Abstract

Teasing out the complex link between identity politics and foreign policy, this book turns the concept of identity politics as traditionally used in IR scholarship inside out. Rather than treating national identity as a cause or consequence of a state’s foreign policy, it rethinks foreign policy as an arena, alternative to domestic politics, in which contestation among competing proposals for national identity takes place. It argues that elites choose to take their contestation “outside” when their identity gambits are blocked at the domestic level by supporters of competing proposals, theorizing when and how internal identity politics becomes externalized. Turkey offers an ideal empirical window onto these dynamics because of dramatic challenges to understandings of Turkishness and because its identity is implicated in multiple international roles, such as NATO ally, EU candidate, and OIC member. Using intertextual analysis, the book extracts competing proposals for Turkey’s identity from a wide array of pop culture and social media sources, interviews, surveys, and archives.

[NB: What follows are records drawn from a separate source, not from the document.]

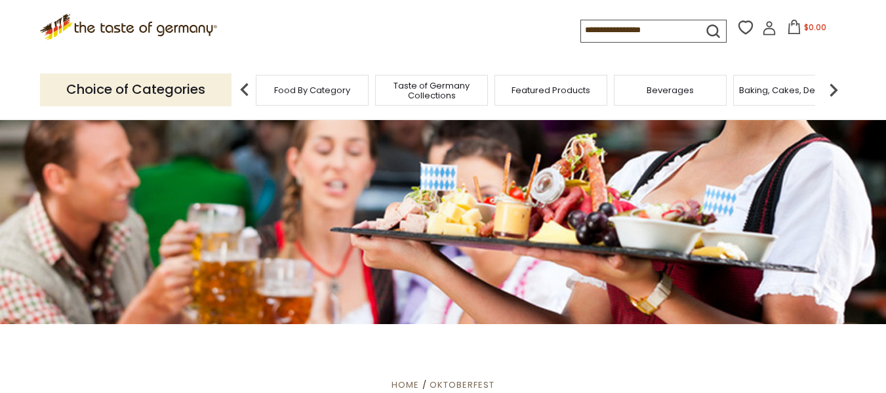 The image size is (886, 393). I want to click on span: $0.00, so click(815, 27).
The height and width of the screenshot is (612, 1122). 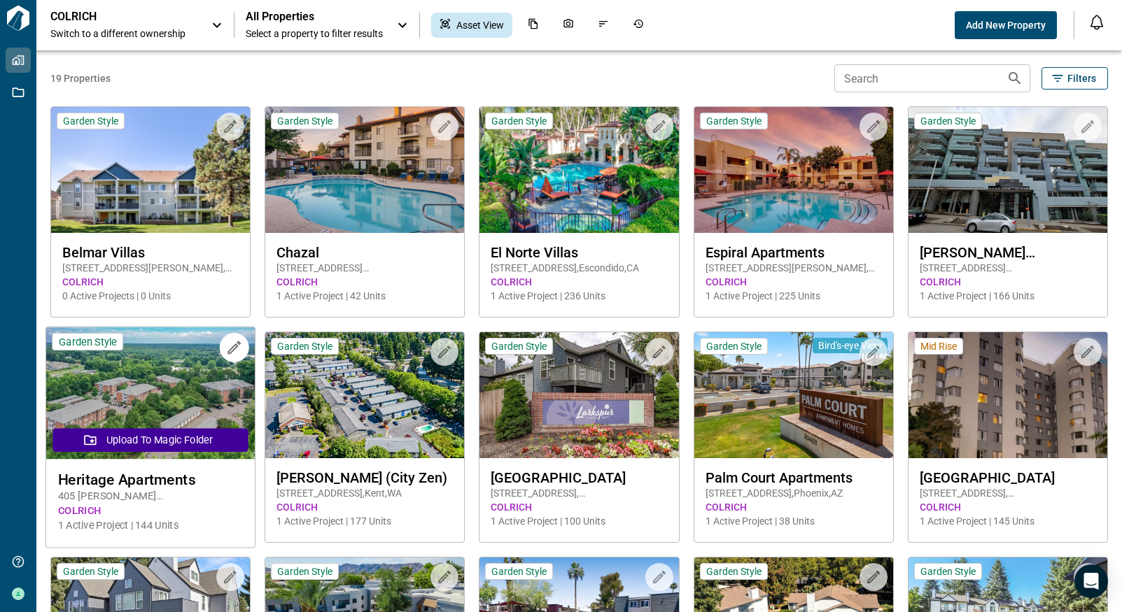 What do you see at coordinates (1008, 296) in the screenshot?
I see `span: 1 Active Project | 166 Units` at bounding box center [1008, 296].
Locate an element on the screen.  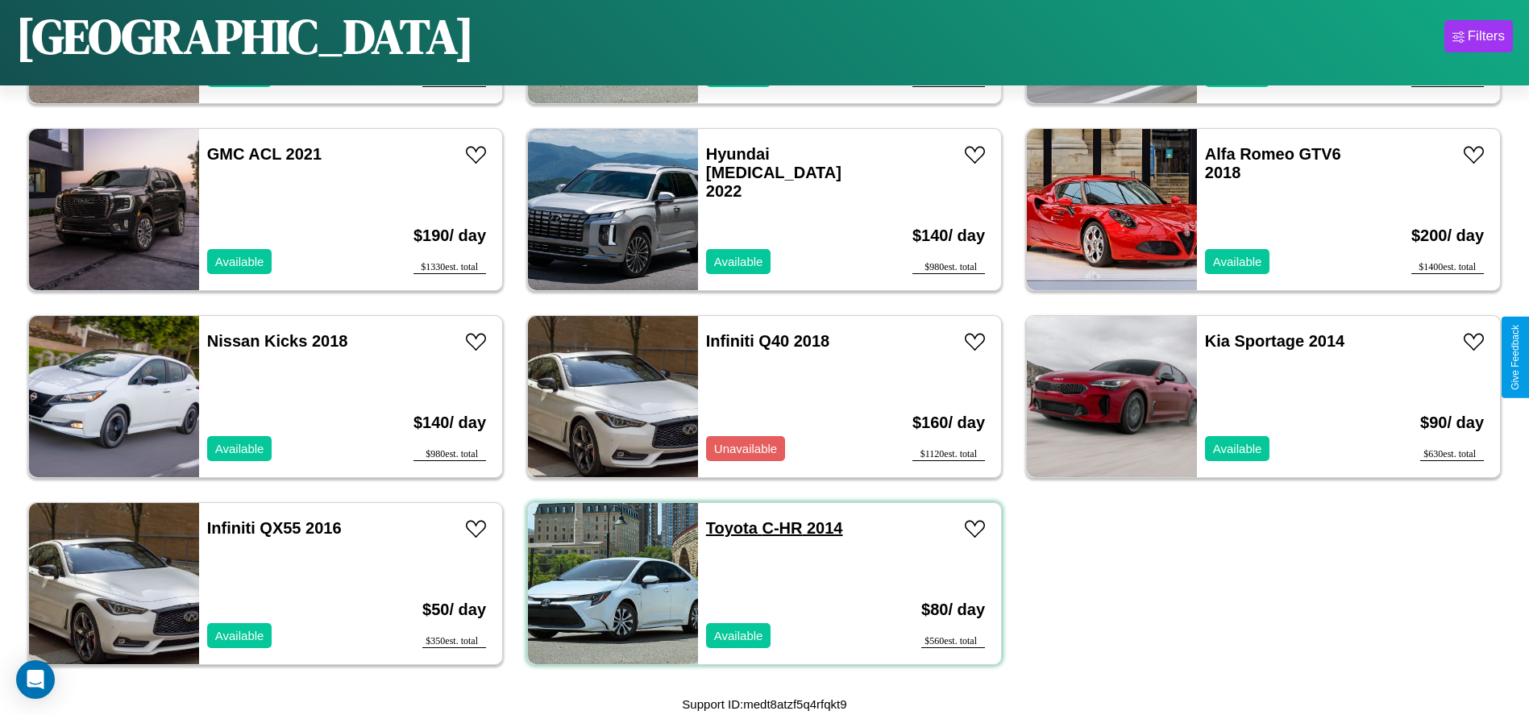
div: Filters is located at coordinates (1487, 36).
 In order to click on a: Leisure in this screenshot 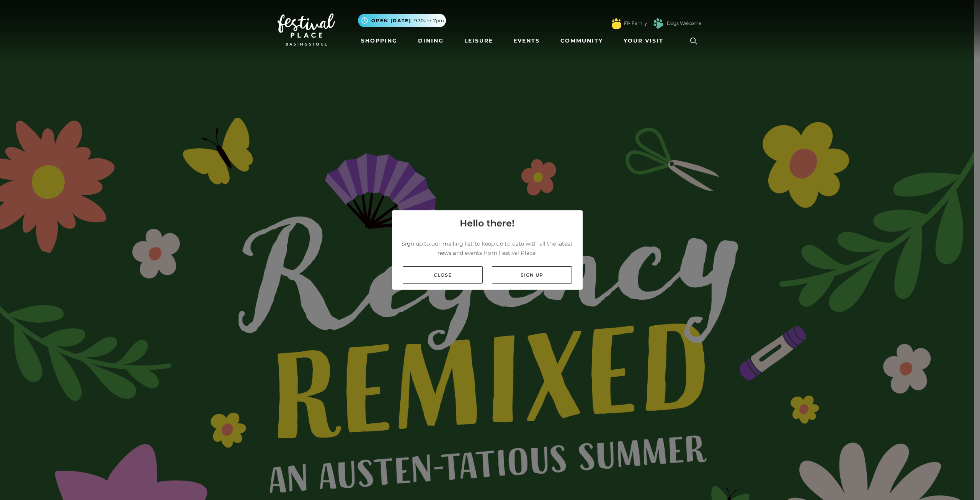, I will do `click(479, 41)`.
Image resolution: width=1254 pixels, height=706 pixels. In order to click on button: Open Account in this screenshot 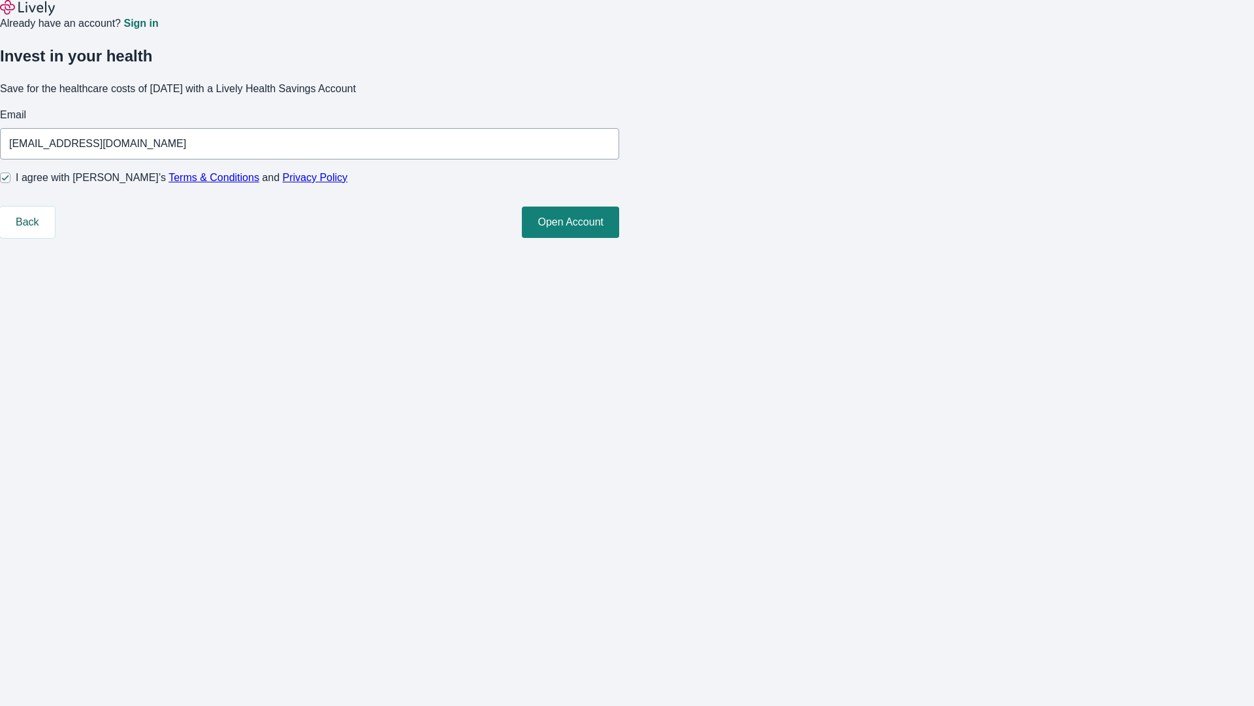, I will do `click(570, 222)`.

It then employs process tracing to demonstrate how elites sharing an Ottoman Islamist understanding of identity counterintuitively used an EU-oriented foreign policy to challenge the institutional grip of pro-Western, secular Republican Nationalism back home, thus clearing the way for an increased presence of Islam domestically and a renewed role in the Middle East. The framework developed closes the identity-foreign policy circle, analytically linking the “inside-out” spillover of national identity debates in foreign policy with changes in the contours of these debates produced by their contestation abroad.